Blood pressure doesn’t have separate “perfect numbers” for every age in modern medicine anymore. For most adults, doctors use one general target, with small differences for children and older adults.
🩺 Normal Blood Pressure (General Guide)
Adults (18+)
- Normal: about <120 / <80 mmHg
- Elevated: 120–129 / <80
- High (Hypertension stage 1): 130–139 / 80–89
- High (Stage 2): ≥140 / ≥90
👉 Most healthy adults are aimed to stay below 120/80
👶 Children (general ranges vary by height/age)
- Newborns: ~60–90 / 20–60
- Infants (1–12 months): ~80–100 / 50–65
- Toddlers (1–5 years): ~90–105 / 55–70
- School-age (6–12 years): ~95–110 / 60–75
- Teens (13–17 years): ~105–120 / 65–80
👉 In children, doctors use percentiles (based on age, height, sex) rather than one fixed number.
👴 Older adults (60+)
- Often still considered normal if <120–129 / <80
- Some doctors allow slightly higher systolic (like up to 130–139) depending on:
- dizziness risk
- kidney health
- overall frailty
⚠️ Important points
- Blood pressure changes throughout the day (stress, activity, caffeine)
- One reading is not a diagnosis—multiple readings are needed
- “Normal” also depends on your personal health conditions
🧠 Simple takeaway
- Ideal for most adults: around 120/80 or lower
- Consistently 130/80 or above: worth checking with a doctor
- 180/120 or higher: emergency level
If you want, I can also explain how to correctly measure blood pressure at home so your readings are accurate (most people do it wrong without realizing).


Task instructions:
Each entry below is to be returned exactly, with any pictures left out.

___ Data to use

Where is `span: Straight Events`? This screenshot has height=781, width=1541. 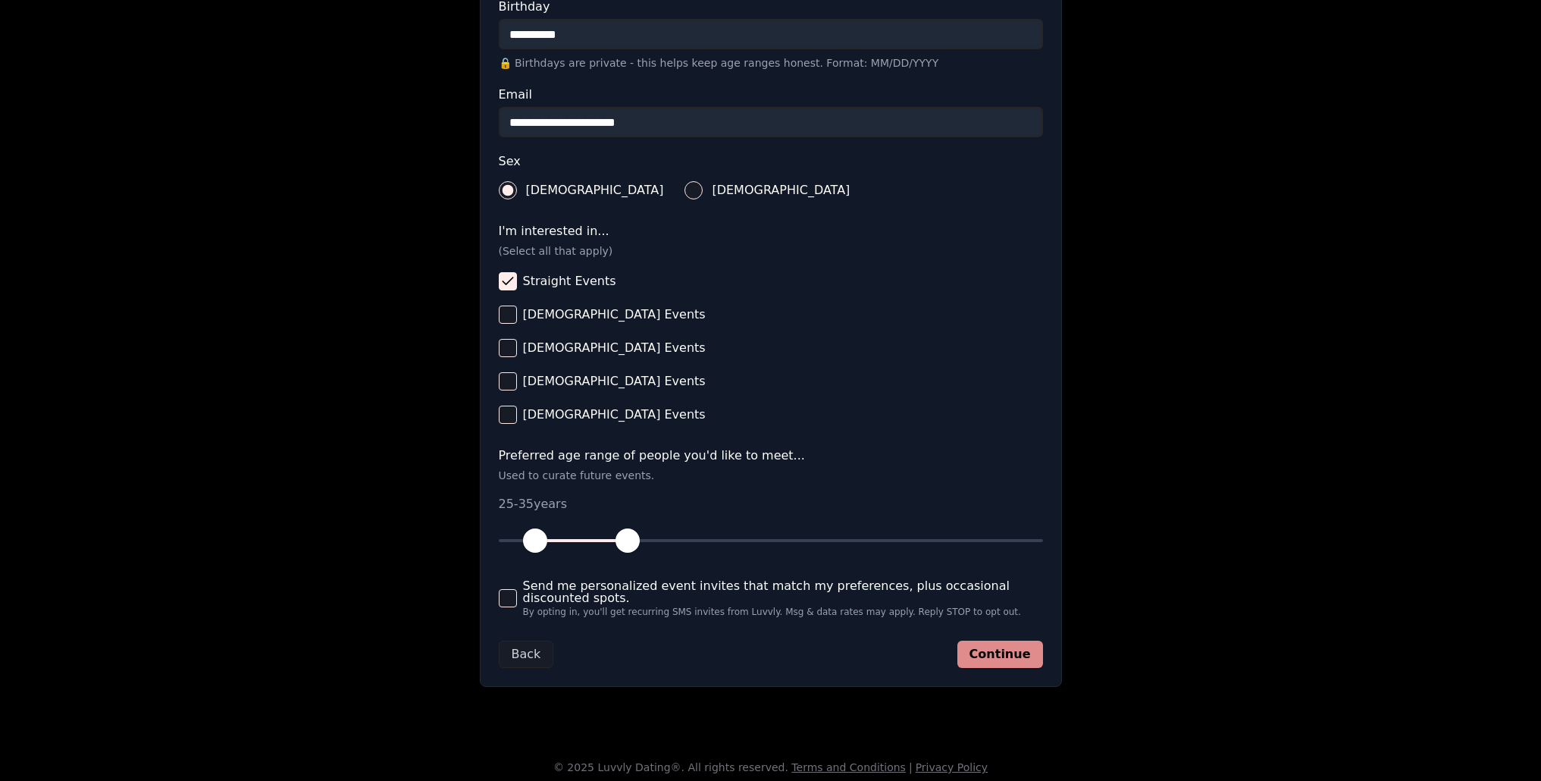
span: Straight Events is located at coordinates (569, 281).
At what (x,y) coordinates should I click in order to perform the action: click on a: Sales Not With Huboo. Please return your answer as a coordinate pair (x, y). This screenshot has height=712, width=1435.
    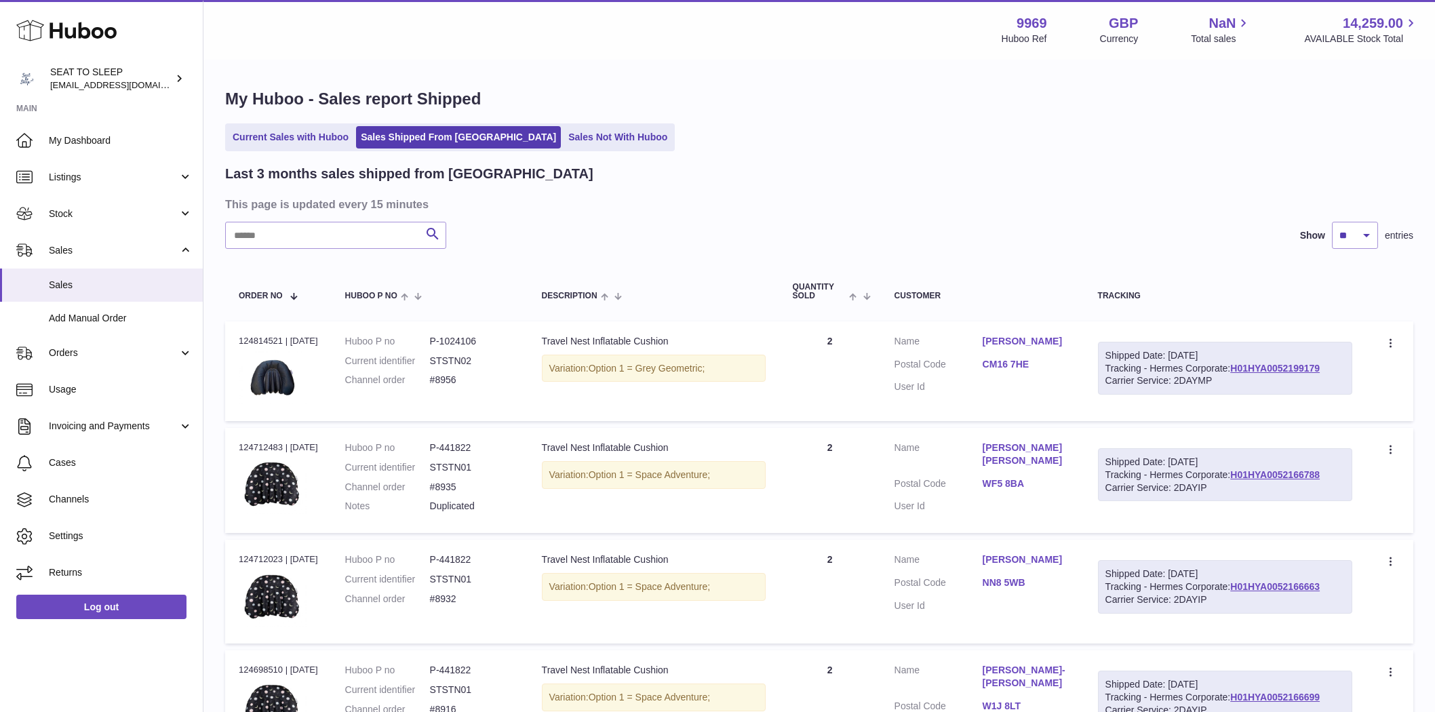
    Looking at the image, I should click on (618, 137).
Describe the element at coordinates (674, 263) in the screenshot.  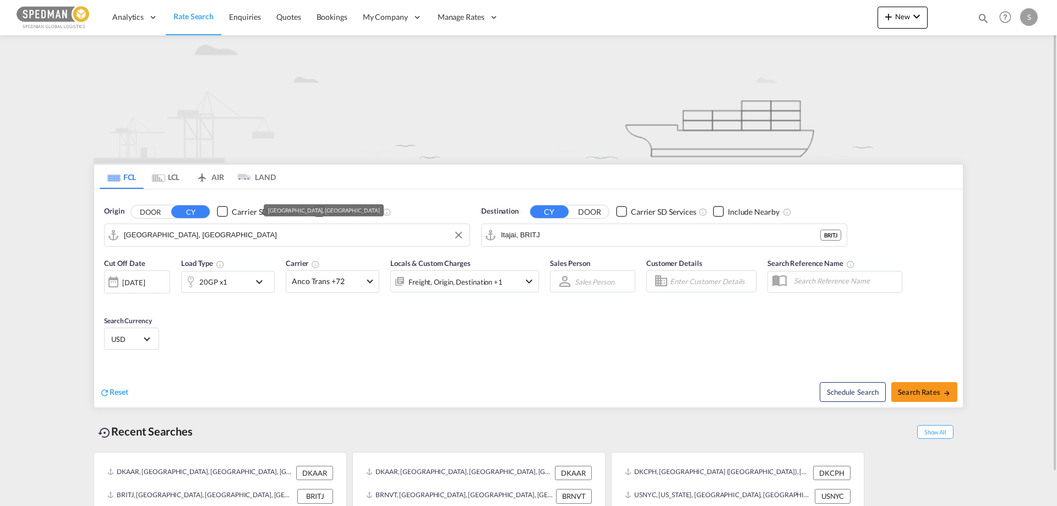
I see `span: Customer Details` at that location.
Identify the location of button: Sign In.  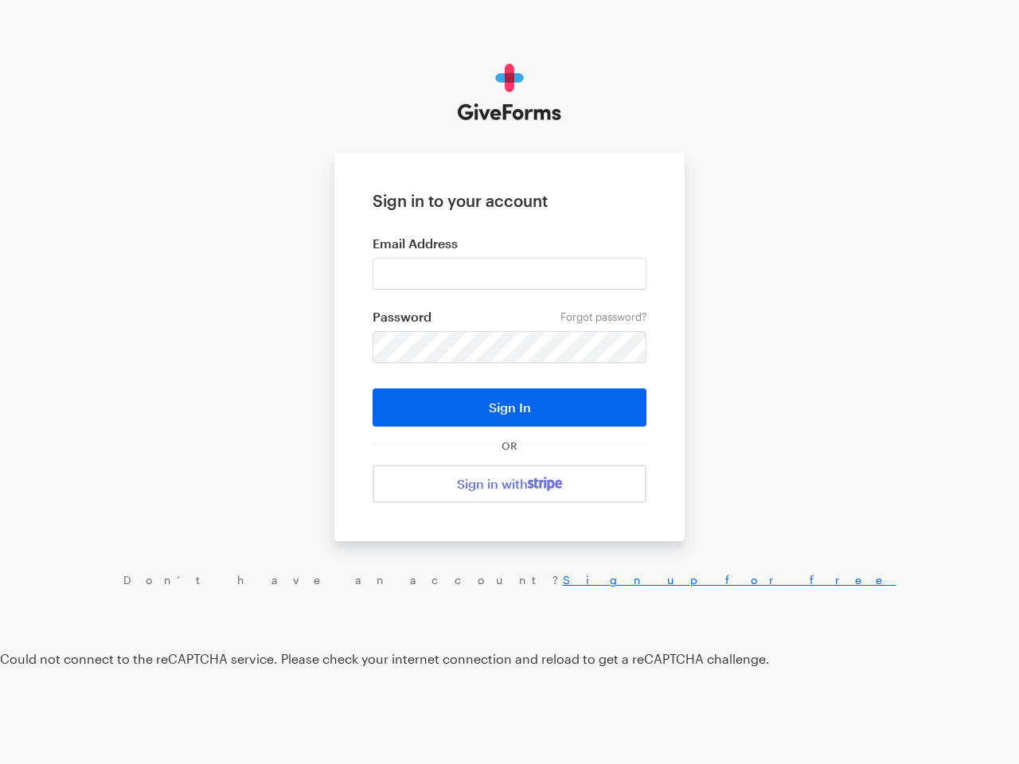
(509, 408).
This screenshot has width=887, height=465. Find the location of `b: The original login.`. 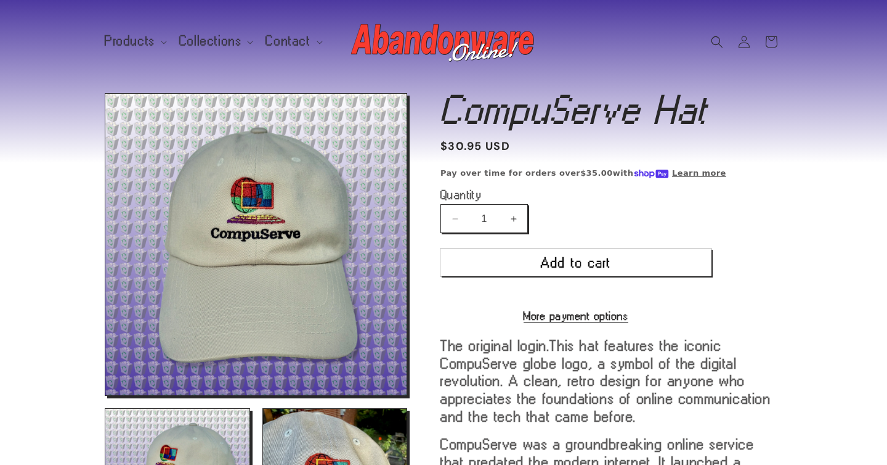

______

Answer:
Where is `span: Straight Events`? This screenshot has height=781, width=1541. 
span: Straight Events is located at coordinates (569, 281).
At what (x,y) coordinates should I click in order to perform the action: click on a: Sales Not With Huboo. Please return your answer as a coordinate pair (x, y). This screenshot has height=712, width=1435.
    Looking at the image, I should click on (618, 137).
Describe the element at coordinates (674, 263) in the screenshot.  
I see `span: Customer Details` at that location.
Identify the location of button: Sign In.  
(509, 408).
This screenshot has width=887, height=465. Find the location of `b: The original login.`. 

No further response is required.